250,000 Chinese villagers were murdered by the Japanese
in retaliation for Doolittle Raids alone and in total 20+ million
Chinese perished and innumerable women were raped during the
Japanese occupation.   Most if not all the Chinese's first hand
experience with any foreigner came from their life experience
dealing with the Japanese, a modern people and a courteous people,
who turned out to be mass murderers and rapists.

As a result of this hard lesson in modernity, the common Chinese started
 by being mostly ignorant of Americans, ended up losing trust in both
 humanity and modernity, and could easily be turned against a far-away
unknown friend like the USA.    The Chinese public witnessed the
slow progress of American justice against Japanese war criminals
with bewilderment and incredulity.  In 1946,  the rumored rape of a Chinese girl
by American soldiers triggered massive anti-US demonstrations in China.
Guess who raped many Chinese women?  The Japanese.
The Chinese people were jumpy and angry and still suffered from PTSD of
Japanese occupation, and they did not have enough interaction with Americans to
convince them that Americans were that much different from the Japanese,
both being foreigners, courteous and modern.

In 1943, the Chinese Exclusion Act was repealed.   But the repeal came too little,
too late.  The vast gulfs separating two people, artificially created by an unjust law,
had already done its damage.   By 1949, the common people of China turned
 away from the KMT, America and the world, they turned inward and towards
the Marxists' doctrines in hopes of  salving their incredible suffering under
 the Japanese occupation.

This is how the world works in strange and unexpected ways.   This is how
 the Chinese-Exclusion-Act (1882) indirectly contributed to China's
anti-America policy between 1949-1976.

Back to today, vast overwhelming majority of Americans were good people and
are still good people, trying to make peace and make friends.  So are the
vast majority of Chinese.   I do not think there's a conspiracy against
Chinese Americans.

But the current foreign policy "Pivot to Asia" is as close to an anti-China
"conspiracy" as tainting the entire Obama Administration
and casting the American role of traditional peace maker in East Asia
into a very suspicious and un-peace-loving light.

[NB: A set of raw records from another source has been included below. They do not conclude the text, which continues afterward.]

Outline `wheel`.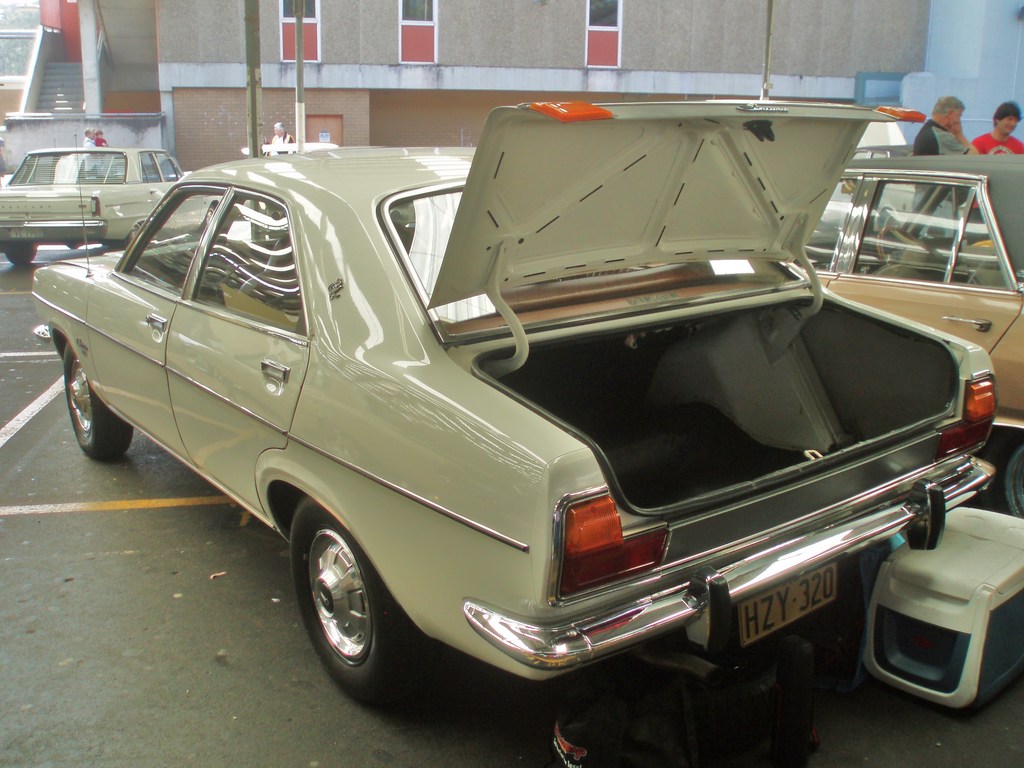
Outline: x1=61 y1=346 x2=136 y2=461.
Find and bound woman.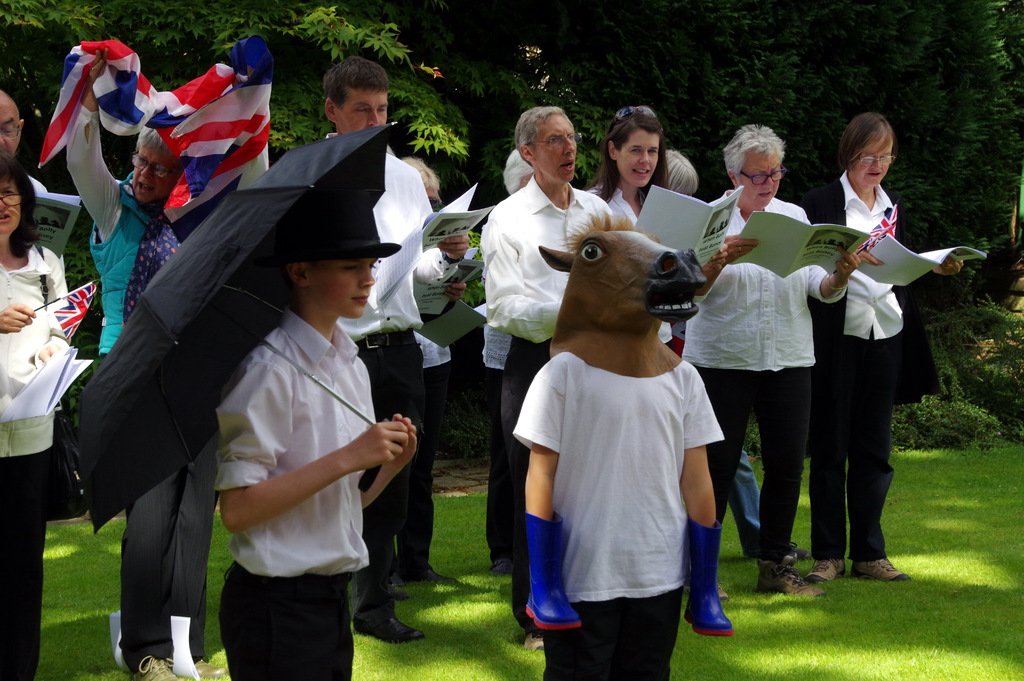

This anti-China foreign policy must be renounced and abandoned.   It
jeopardizes America's interest and if allowed to continue could escalate
tensions on East Asia and embroil America in a conflict that neither China
and America want.

China and US have worked together before, and must continue to work together
for world peace for as long as humans live.   There is no turning back, there is
 no turning inward.   We must build bridges and build trust and build peace
together.   In order to do that, the USA needs to drop the hidden dagger and
approach China in peace, and ask for trust again.   True bridge of trust must
be built between two people,  a bridge once weakened and corroded by the
unjust Chinese Exclusion Act of 1882, but is absolutely necessary for future peace.